Arrest and Assassination of Ngo Dinh Diem - Memorial Services

Memorial Services

The government did not approve a public memorial service for the deaths of Diệm and Nhu until 1968. In 1971, several thousand mourners gathered at Diệm's purported gravesite. Catholic prayers were given in Latin. Banners proclaimed Diệm as a saviour of the south, with some mourners having walked into Saigon from villages outside the capital carrying portraits of Diệm. Madame Thiệu, the First Lady, was seen weeping at a requiem mass at Saigon's basilica. Several cabinet members were also at the grave and a eulogy was given by a general of the ARVN. According to the eulogy, Diệm died because he had resisted the domination of foreigners and their plans to bring great numbers of troops to Vietnam and widen a war which would have destroyed the country. Thiệu sponsored the services, and it was widely seen as a means of associating himself with Diệm's personal characteristics.

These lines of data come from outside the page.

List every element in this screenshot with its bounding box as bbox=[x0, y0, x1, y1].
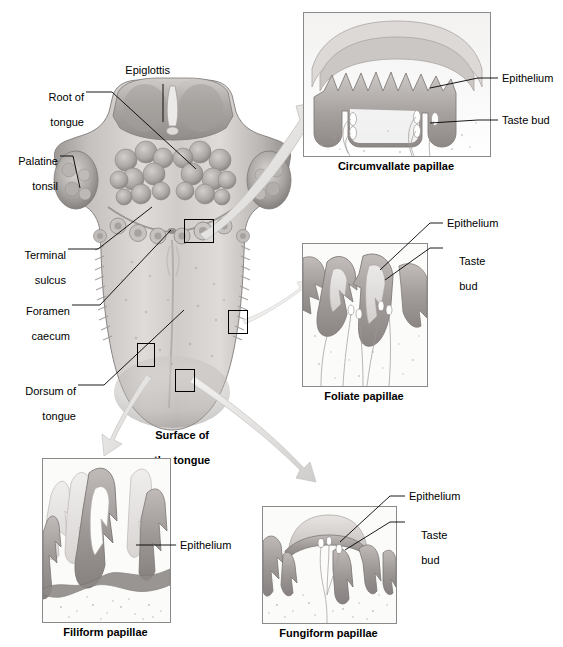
callout-fungiform-taste-bud: Taste bud bbox=[409, 516, 447, 579]
callout-fungiform-epithelium: Epithelium bbox=[409, 490, 460, 503]
fungiform-callout-lines bbox=[0, 0, 563, 647]
caption-fungiform: Fungiform papillae bbox=[255, 627, 402, 639]
figure-canvas: Epiglottis Root of tongue Palatine tonsi… bbox=[0, 0, 563, 647]
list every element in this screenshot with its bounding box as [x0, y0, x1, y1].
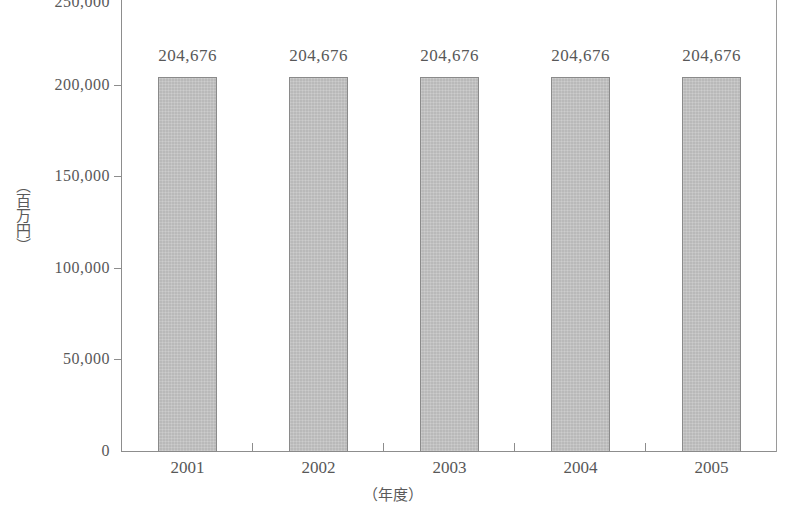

Diệm frequently refused to follow American advice and was known for his personal integrity, in contrast to Thieu, who was infamous for corruption and regarded as being too close to the Americans. However, Thiệu's attempts to associate himself with Diệm's relative independence from United States influence was not successful. According to General Maxwell Taylor, Chairman of the U.S. Joint Chiefs of Staff, "there was the memory of Diệm to haunt those of us who were aware of the circumstances of his downfall. By our complicity, we Americans were responsible for the plight in which the South Vietnamese found themselves".